Creating and enforcing GraphQL schema conventions

When we’re building an API we’re creating a contract between ourselves and our consumers. We should ideally make that contract as easier to understand as possible, this can help reduce support burden on the API team and empower the consumer to do more with the API.

GraphQL comes with a strong type system that represents the fields available to query and their types. Collectively this collection of types is known as the schema of the service.

Typically when design the schema we’ll have a series of conventions or rules for the shape of the schema. Examples of these types of conventions could be:

Naming

Structure

Security

It’s worth nothing that a lot of these conventions may be enforced by your GraphQL framework of choice.

Enforcing conventions

Unit tests are probably the easiest way to create and enforce conventions against our schema. If we can express the convention in code then we can easily determine if parts of our schema don’t conform to the convention.

The first thing our tests will need to do is create the same schema as our application.

// This method is the schema setup code that would likely be called in ASP.NET Startup
static void CreateSchema(IServiceCollection services)
{
    services.AddGraphQL(
        SchemaBuilder.New()
            .AddQueryType<QueryType>()
            ... // more setup code here
        );
}

static ISchema CreateSchemaForTesting()
{
	var services = new ServiceCollection();

	CreateSchema(services);

	var provider = services.BuildServiceProvider();

	return provider.GetRequiredService<ISchema>();
}

With these helper methods in place we can create tests that use linq to expore our collection of types.
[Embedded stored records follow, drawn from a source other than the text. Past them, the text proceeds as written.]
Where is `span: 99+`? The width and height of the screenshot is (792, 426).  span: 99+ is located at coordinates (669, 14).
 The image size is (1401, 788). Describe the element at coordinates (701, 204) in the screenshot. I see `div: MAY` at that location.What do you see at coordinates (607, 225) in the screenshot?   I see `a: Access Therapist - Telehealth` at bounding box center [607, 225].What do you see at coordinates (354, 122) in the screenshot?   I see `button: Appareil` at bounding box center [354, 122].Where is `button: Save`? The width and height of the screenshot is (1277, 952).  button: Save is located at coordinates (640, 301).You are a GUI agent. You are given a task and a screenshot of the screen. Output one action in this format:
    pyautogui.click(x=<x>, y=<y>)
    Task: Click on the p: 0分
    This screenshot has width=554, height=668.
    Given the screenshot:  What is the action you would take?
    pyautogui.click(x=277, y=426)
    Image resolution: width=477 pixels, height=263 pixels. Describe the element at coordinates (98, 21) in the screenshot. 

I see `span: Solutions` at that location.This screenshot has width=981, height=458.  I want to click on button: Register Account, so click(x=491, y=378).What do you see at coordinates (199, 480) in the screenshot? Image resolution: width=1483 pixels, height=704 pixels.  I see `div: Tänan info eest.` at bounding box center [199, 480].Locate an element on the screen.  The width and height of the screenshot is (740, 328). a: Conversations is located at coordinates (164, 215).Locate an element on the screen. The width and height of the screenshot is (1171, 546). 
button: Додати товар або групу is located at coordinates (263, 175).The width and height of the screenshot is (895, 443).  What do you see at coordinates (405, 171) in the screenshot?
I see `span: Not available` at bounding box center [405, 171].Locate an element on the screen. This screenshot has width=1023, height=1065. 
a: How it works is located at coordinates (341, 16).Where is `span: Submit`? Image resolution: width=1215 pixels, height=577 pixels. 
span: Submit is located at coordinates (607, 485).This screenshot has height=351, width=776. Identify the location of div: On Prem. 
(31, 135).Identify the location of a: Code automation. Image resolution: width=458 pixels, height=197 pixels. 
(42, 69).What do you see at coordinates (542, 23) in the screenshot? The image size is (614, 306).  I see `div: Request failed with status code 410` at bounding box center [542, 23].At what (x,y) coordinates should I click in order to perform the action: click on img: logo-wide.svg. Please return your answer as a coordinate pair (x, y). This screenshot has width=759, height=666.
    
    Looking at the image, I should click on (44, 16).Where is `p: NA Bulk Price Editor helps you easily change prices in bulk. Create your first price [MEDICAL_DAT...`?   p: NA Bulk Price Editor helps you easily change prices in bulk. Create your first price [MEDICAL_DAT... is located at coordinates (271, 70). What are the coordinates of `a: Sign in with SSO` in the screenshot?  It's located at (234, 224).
The following ensures all our enums support UNKNOWN. One of the reasons we do this is to esnsure the uninitialized variables of database columns don’t automatically hold a business value.

[Fact]
public void EnumTypesShouldSupportUnknown()
{
	var schema = CreateSchemaForTesting();

	var enumsWithoutUnknown = schema.Types
		.OfType<EnumType>()
		.Where(t => !IntrospectionTypes.IsIntrospectionType(t.Name))
		.Where(t => t.Values.All(v => v.Name != "UNKNOWN"))
		.ToList();

	Assert.Empty(enumsWithoutUnknown);
}

One important thing we want to do is remove the introspection types from the mix, otherwise we’d see failures for the enums __DirectiveLocation and __TypeKind.

Adding conventions to an existing schema

Obviously the earlier in a project’s lifecycle we can apply rules and conventions like these the better. This enables us to ensure all our future changes to the schema are inline with our intended direction. Sometimes however this isn’t the case. We may have an existing schema we want to provide a stronger future direction to by using convention based tests such as these.

The problem comes when we may have parts of our existing schema that violate our conventions. Ideally we’d update our schema to reflect our conventions but if this is a schema that’s being used in production these updates represent breaking changes to our clients. We may have to go through a migration process to get our clients using the more conventional approach. This would look something like:

  1. Add the new types / fields to the schema, but preserve the existing non-conventional types / fields, mark them as @deprecrated.
  2. Use stats / metrics to determine when none of your clients are using the deprecated types / fields any more.
  3. Remove the deprecated types / fields.

When we’re going through this process we still want to have our conventions enforced for new changes but we capture these existing types as “exceptions to the rule” until we’ve managed to migrate our users away from them.

This is where Approval Tests come in, if we update our test to replace the Assert with the following we can capture all the existing broken conventions in our approval file.

Approvals.VerifyAll("All enums should support an UNKNOWN value.", enumsWithoutUnknown, t => t.Name);

New types that break the convention will cause the approval to fail and as we work through the migration we can update the approval file. Once we have no existing types against the convention we can update the test to our Assert.

Conclusion

We can use unit tests to explore our GraphQL schema to ensure it follows conventions and approaches we’ve decided up when designing our schema.

We can then use tools such as apporval tests to capture existsing broken conventions when applying these rules to existing schemas while working to remove them.